The problem first surfaced at Nanded early last week, where the management runs another engineering college. The students, who were in the process of finalising their admissions there, were abruptly asked to pay Rs 3,000 and Rs 8,000 in addition to the fees prescribed by the state government for free and payment seats respectively, as adevelopment fee.
The management had displayed a circular issued by the All India Council for Technical Education (AICTE), the apex body which regulates professional engineering colleges, recommending the hike. The college had erroneously claimed that the AICTE had empowered it to raise the fees. Students were alerted to the ploy as no other private engineering college in the region or elsewhere in the state had altered its fee structure. While students at Nanded had boycotted classes since early last week, their counterparts in Aurangabad joined the protest on Friday, the day the fee hike was announced here.
This is the first time in several years that students of the college have resorted to a strike, though there have been serious complaints of `forcible' collection of fees and penalties before. Assistant Director of Technical Education SV Kolhe, who along with Joint Director Kshirsagar, mediated in the talks between the college management and the students, told The Indian Express that thematter had been resolved.

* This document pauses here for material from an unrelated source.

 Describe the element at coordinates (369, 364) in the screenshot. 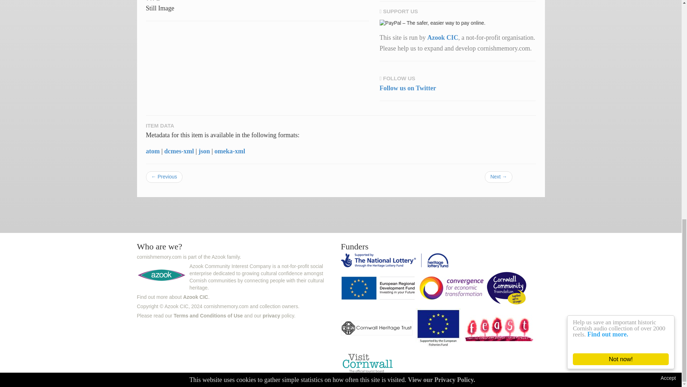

Kolhe explained that the management had hiked the fees on the basis of a circular (dated June 24) issued by the AICTE, which had recommended that the fees be raised. The circular, however, had been dispatched by the AICTE to the Department of Higher and Technical Education, recommending the altered fee structure. Any actual increase in fees must be cleared and sanctioned by the state government, Kohle explained.
Senior officials in the office of the joint director of technical education told this paper that the department is contemplating issuing a memo to the college principal, Pratap Borade, demanding an explanation for his arbitrary decision to increase the fees without consulting the government.
The college principal, Pratap Borade, who had announced his intention to resign following the strike, is out of station and could not be contacted.